The point of failure is that the "To:" portion of the WS-Addressing part of
the Soap envelope in the request does not match
"http://server1/SecureConvCodeService/SecureConvService.asmx", so WSE can't
match the request to the policy. If you change the URI to
"http://name-or-addr-of-the-load-balancer/SecureConvCodeService/SecureConvService.asmx",
the policy will probably be found, but you will run into another error: the
connection information from the HTTP request will not match the "To:"

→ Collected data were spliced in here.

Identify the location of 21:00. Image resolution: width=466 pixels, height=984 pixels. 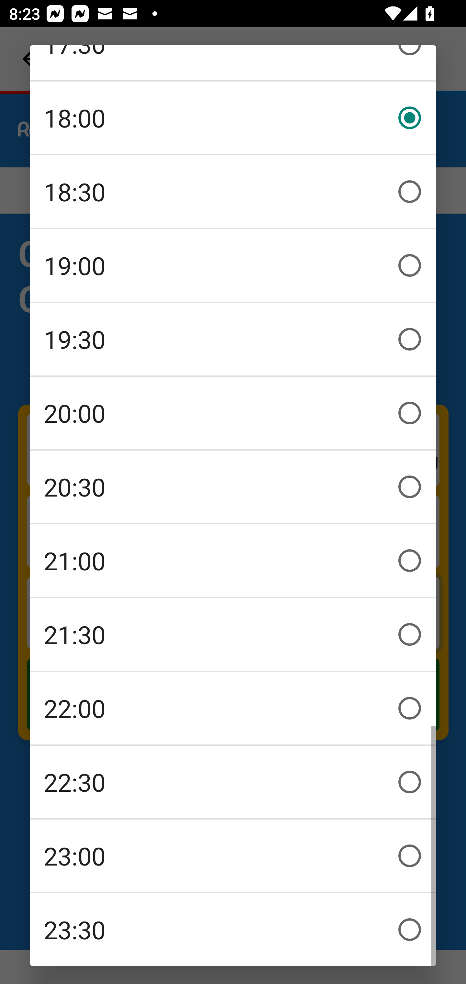
(233, 561).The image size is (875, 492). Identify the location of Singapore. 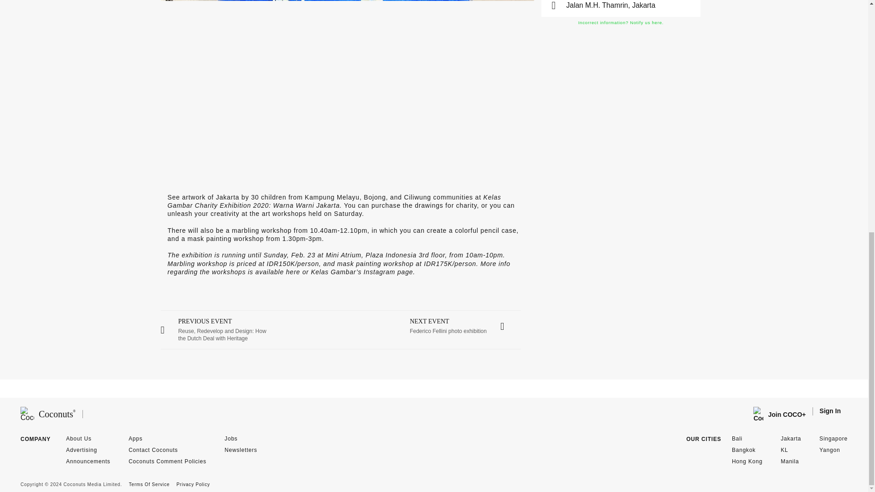
(621, 22).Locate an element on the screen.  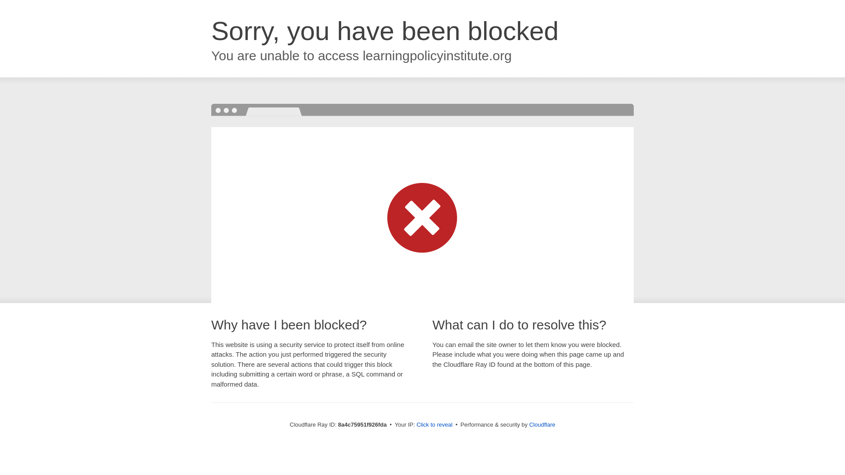
Click to reveal is located at coordinates (434, 425). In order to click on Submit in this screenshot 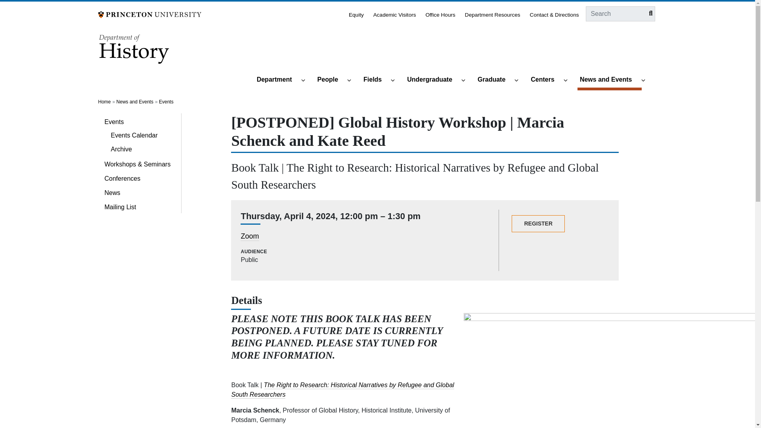, I will do `click(649, 13)`.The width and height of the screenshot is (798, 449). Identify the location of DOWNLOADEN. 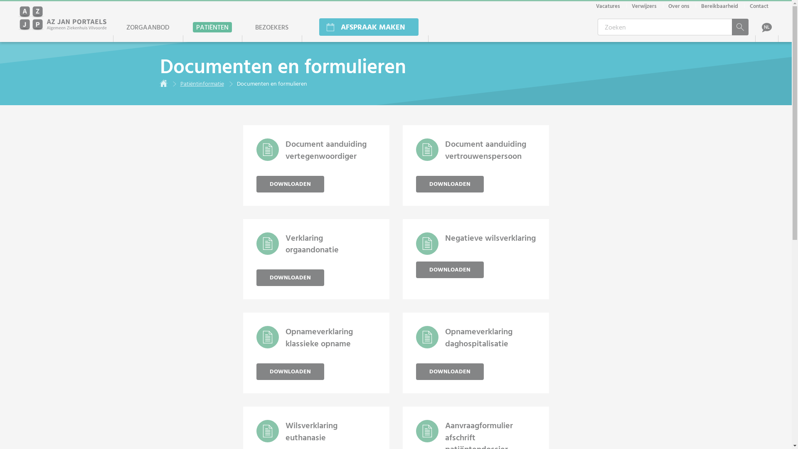
(290, 184).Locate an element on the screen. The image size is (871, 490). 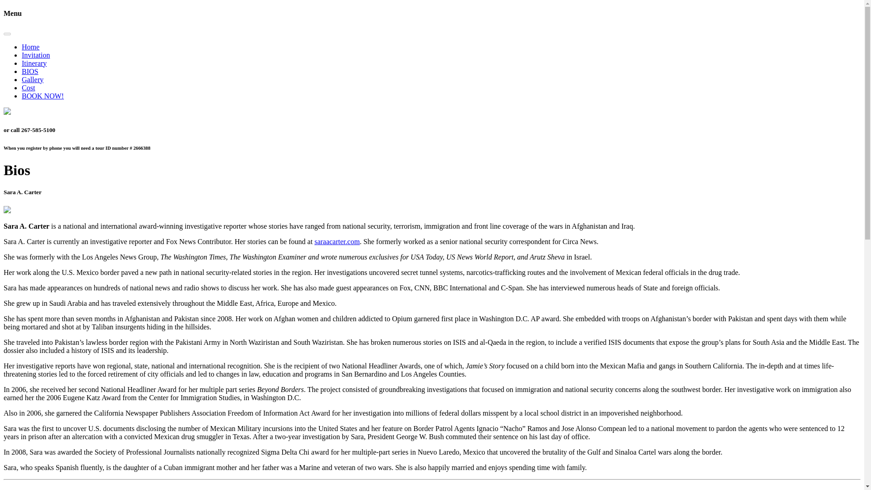
Invitation is located at coordinates (35, 55). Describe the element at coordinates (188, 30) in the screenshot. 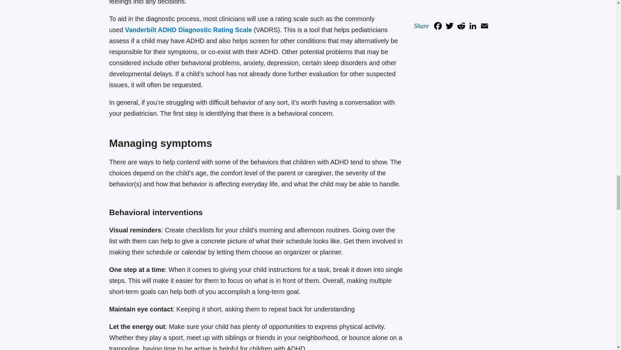

I see `Vanderbilt ADHD Diagnostic Rating Scale` at that location.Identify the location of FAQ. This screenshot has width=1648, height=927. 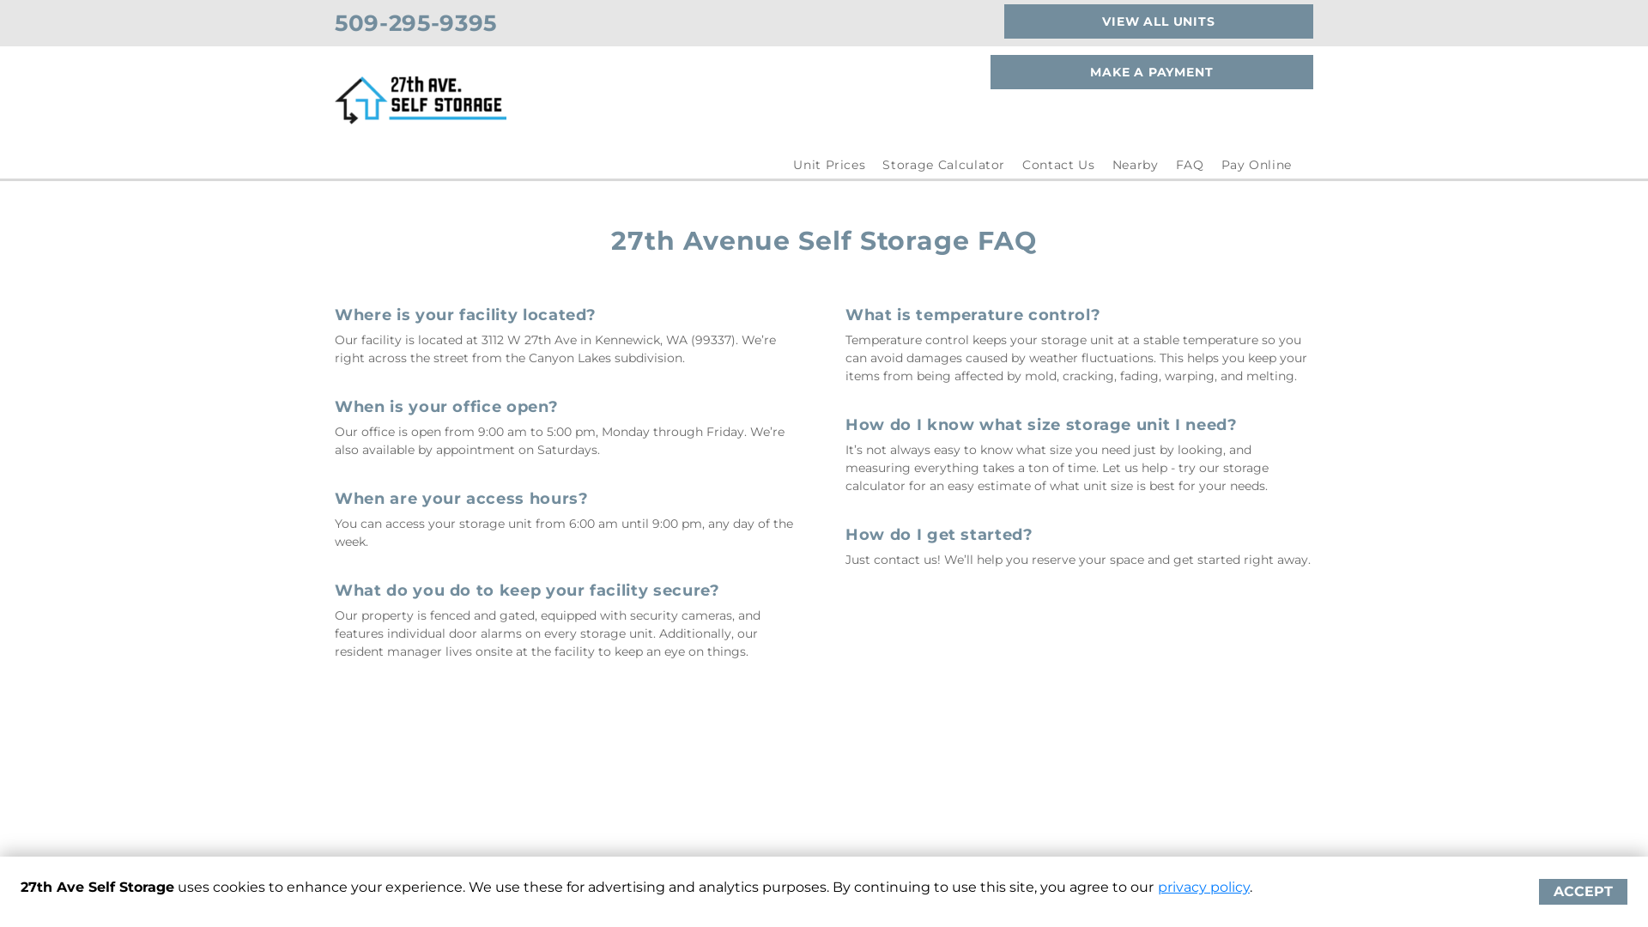
(1190, 165).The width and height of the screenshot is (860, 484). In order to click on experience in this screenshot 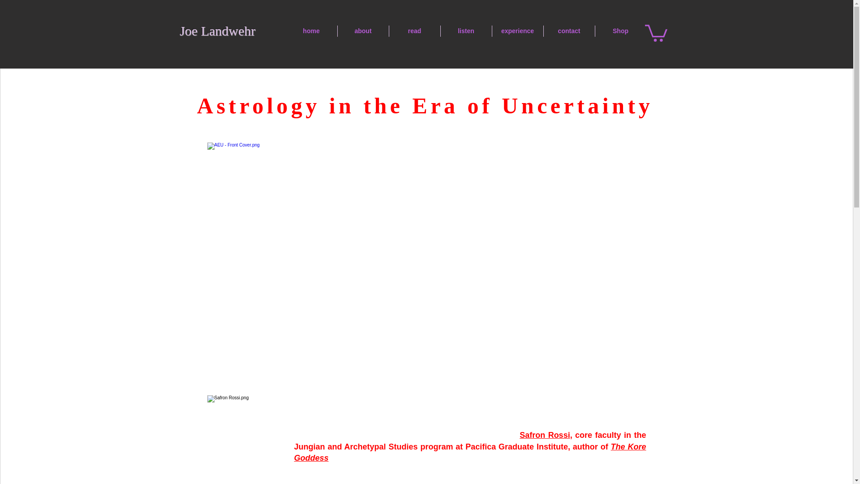, I will do `click(517, 31)`.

information, since the "To:" will contain the external URI, and the HTTP
connection will actually be made to a particular internal server. Since the
client cannot know which internal server they will get, the only solution is
to add a SoapActor attribute to your web services; I recommend using the
external URI as your SoapActor, so that you don't have to change any existing
proxies / clients. If you choose some other URI as your SoapActor (make it
the same for all internal servers), clients will have to specify that
SoapActor as the "To:" (along with Via information referencing the external
URI).
BTW, thanks for the information; you may have just pointed me towards a
solution for my post about autoIssueSecurityContextToken and SoapActor.
Thomas S. Trias
Senior Developer
Afni Insurance Services
http://www.afniinc.com/
- Next message: Thomas S. Trias: "RE: autoIssueSecurityContextToken SoapActor"
- Previous message: Tim Mackey: "CryptographicException WSE502"
- In reply to: kiran & Dev: "RE: Encryption and signing using Security context tokens using WS"
- Next in thread: kiran & Dev: "Encrypt and sign using one SCT for two services using WS-policy."
- Reply: kiran & Dev: "Encrypt and sign using one SCT for two services using WS-policy."